The appendix, it turns out, has lymphatic-immune and gut flora modulating properties. Wisdom teeth have a harder time growing in now because our modern diet does not sufficiently allow for jaw size to develop and accommodate all teeth. Native people who still consume a paleo diet don't have the problem of jaw narrowing that modern people do.
A lot of modern diseases are the result of our own ignorance as we haphazardly consume or are exposed to unnatural chemical compounds. The average American is lacking in most of the major vitamins and minerals required for a healthy body to be free of disease.
Constantly looking for genetic explanations to the most common diseases, like cancer, heart disease, and neuro-degenerative disease, is a cop out from addressing the root causes, which can be found in the way modern humans are living.
We may have eliminated some diseases through modernization, but we have invited a host of others because of our mode of living.
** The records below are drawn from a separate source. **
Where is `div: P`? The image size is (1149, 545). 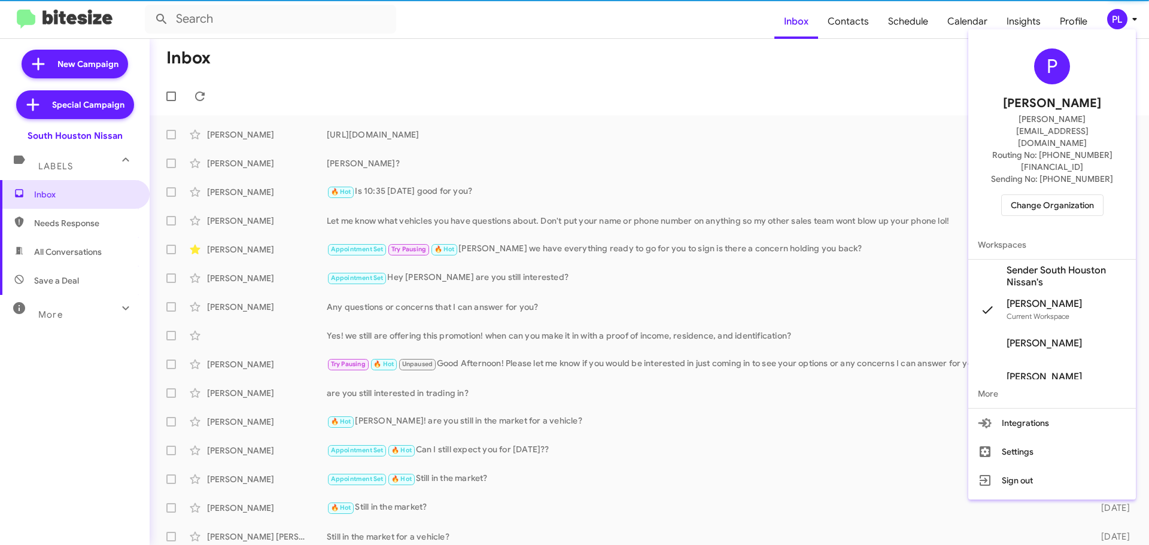 div: P is located at coordinates (1052, 66).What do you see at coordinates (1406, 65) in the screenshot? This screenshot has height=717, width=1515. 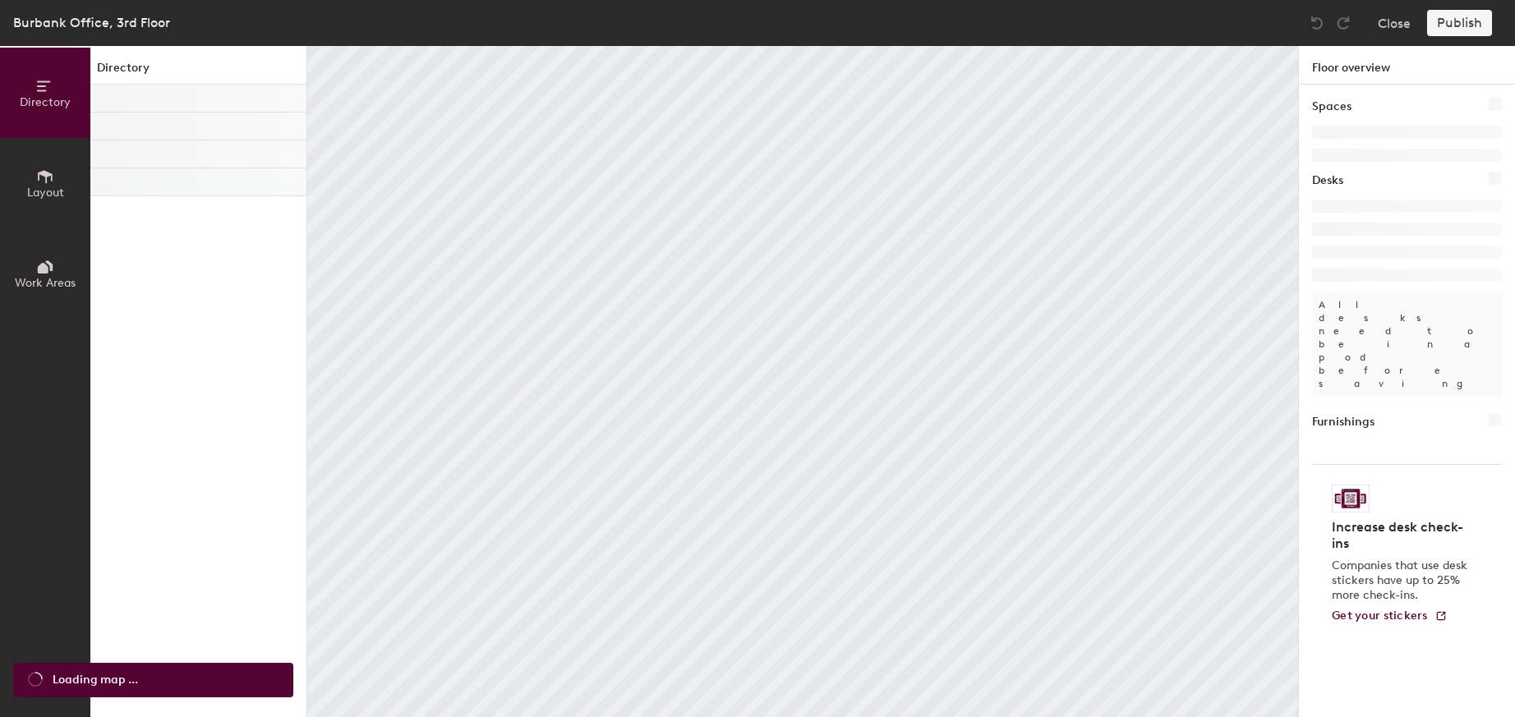 I see `h1: Floor overview` at bounding box center [1406, 65].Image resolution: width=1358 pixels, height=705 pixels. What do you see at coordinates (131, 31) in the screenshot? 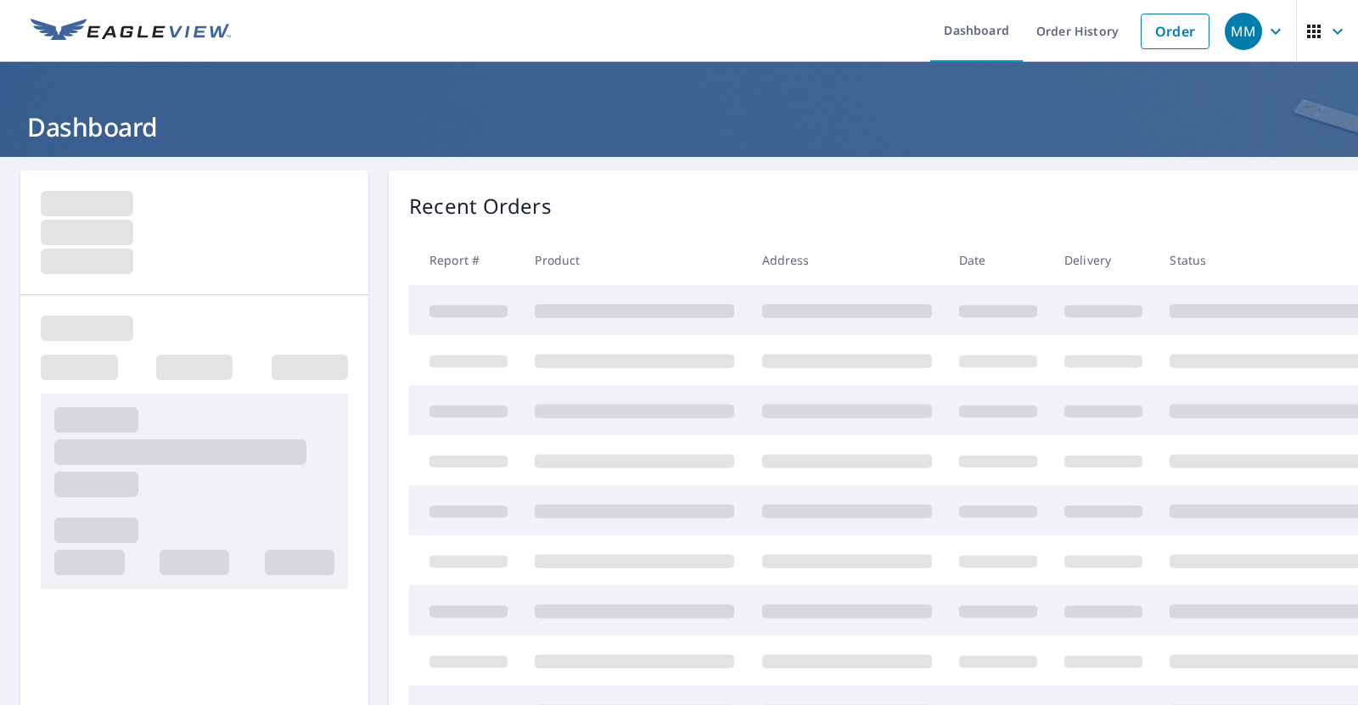
I see `img: EV Logo` at bounding box center [131, 31].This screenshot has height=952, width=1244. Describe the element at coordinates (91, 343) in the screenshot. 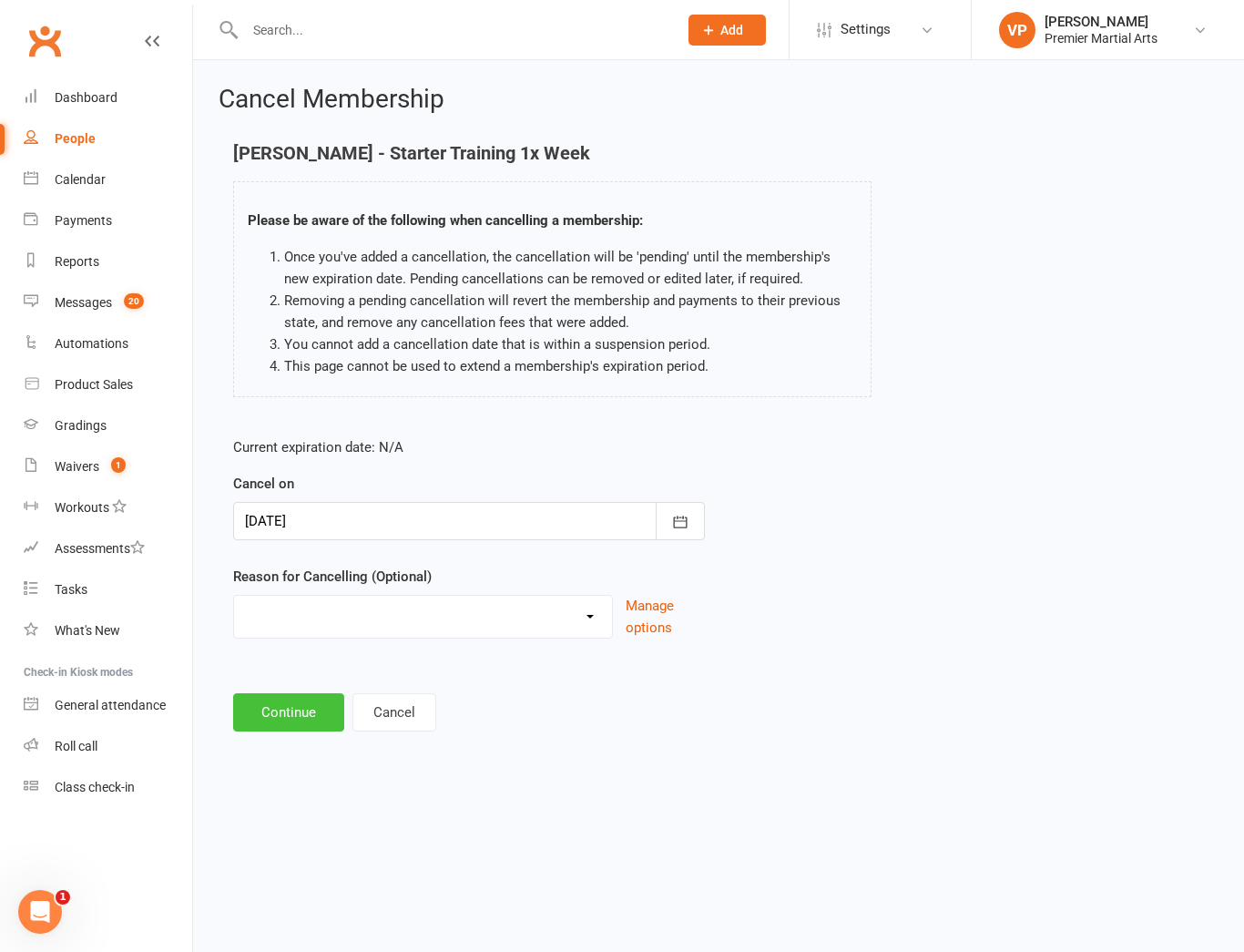

I see `div: Automations` at that location.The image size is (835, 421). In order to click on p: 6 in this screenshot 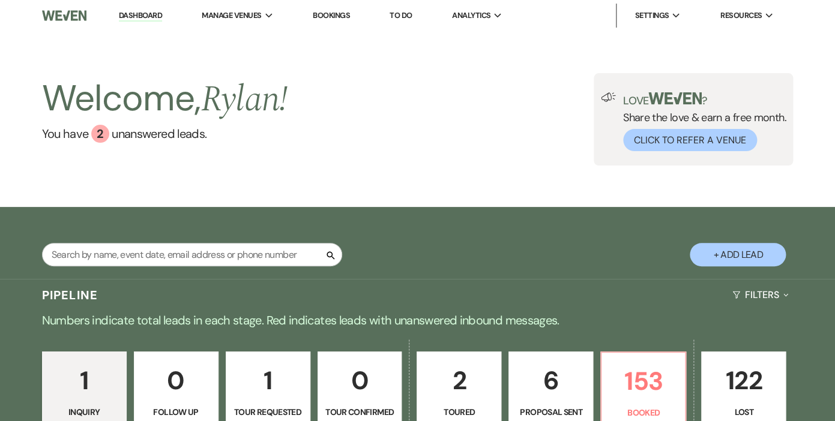, I will do `click(550, 380)`.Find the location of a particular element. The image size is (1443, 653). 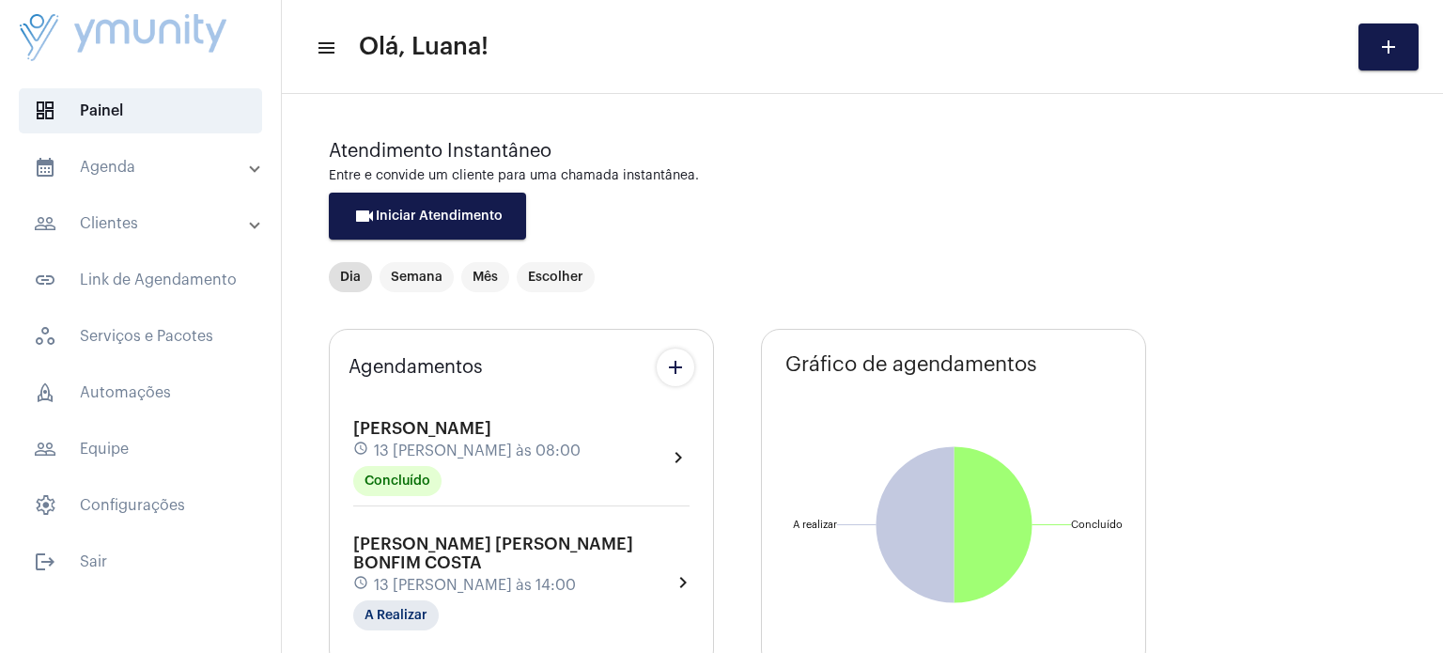

img: da4d17c4-93e0-4e87-ea01-5b37ad3a248d.png is located at coordinates (123, 39).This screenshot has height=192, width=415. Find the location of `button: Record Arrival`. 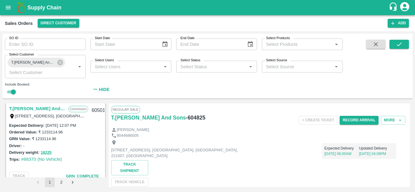

button: Record Arrival is located at coordinates (359, 120).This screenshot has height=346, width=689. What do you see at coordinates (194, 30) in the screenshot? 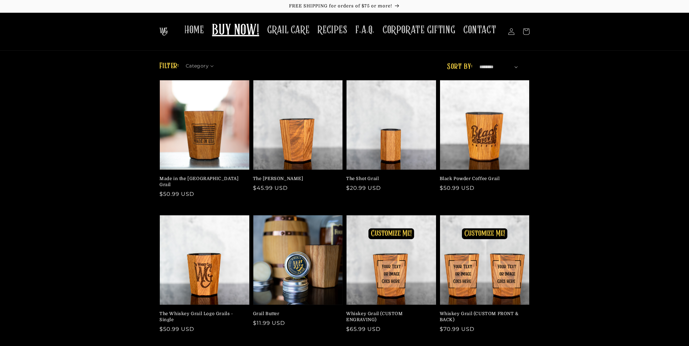
I see `a: HOME` at bounding box center [194, 30]. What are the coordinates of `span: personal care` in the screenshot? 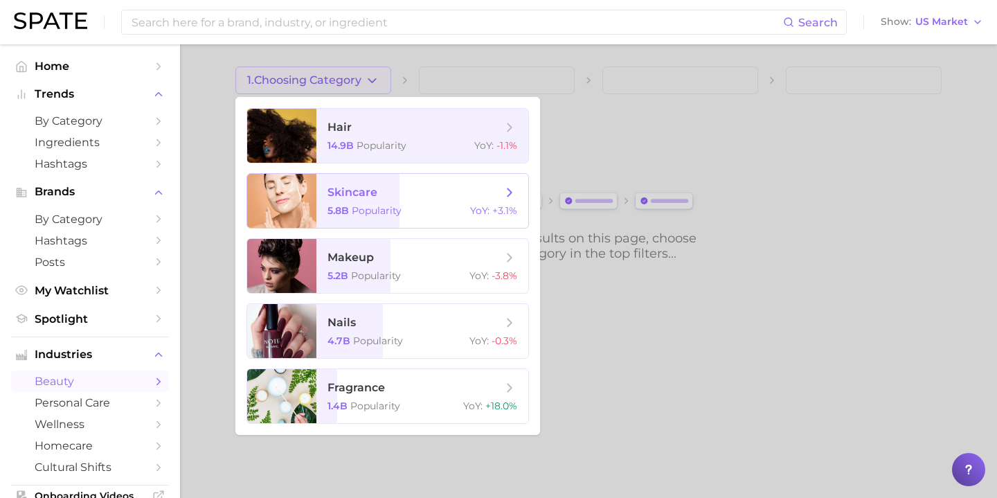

Based on how health issues continue to cascade the more we move away from the basic necessities of life, it's my opinion that genetic engineering will just invite more technological-based health problems that we will in turn need more technology to solve.
Why can't we just be satisfied with the way nature made us? There is nothing inherently wrong with being human as we are. The problem lies in always
creating problems that need solutions, or trying to invite crazy technological interventions for problems that have simple cures.
Genetic engineering will just be another profit-based, class stratified technology that people will have to compete for access to, when the cures to problems lie all around us and potentially in other systems of medicine. I mean, we're decimating the Amazon basin right now, which contains untolled and yet undiscovered medicines that could provide hope for humanity.
I think electively engineering our children is a disaster waiting to happen, based on our sheer child-like ignorance and fascination with the concept of superman.
The world does not need super humans. It needs humans, as they are, to change their priorities.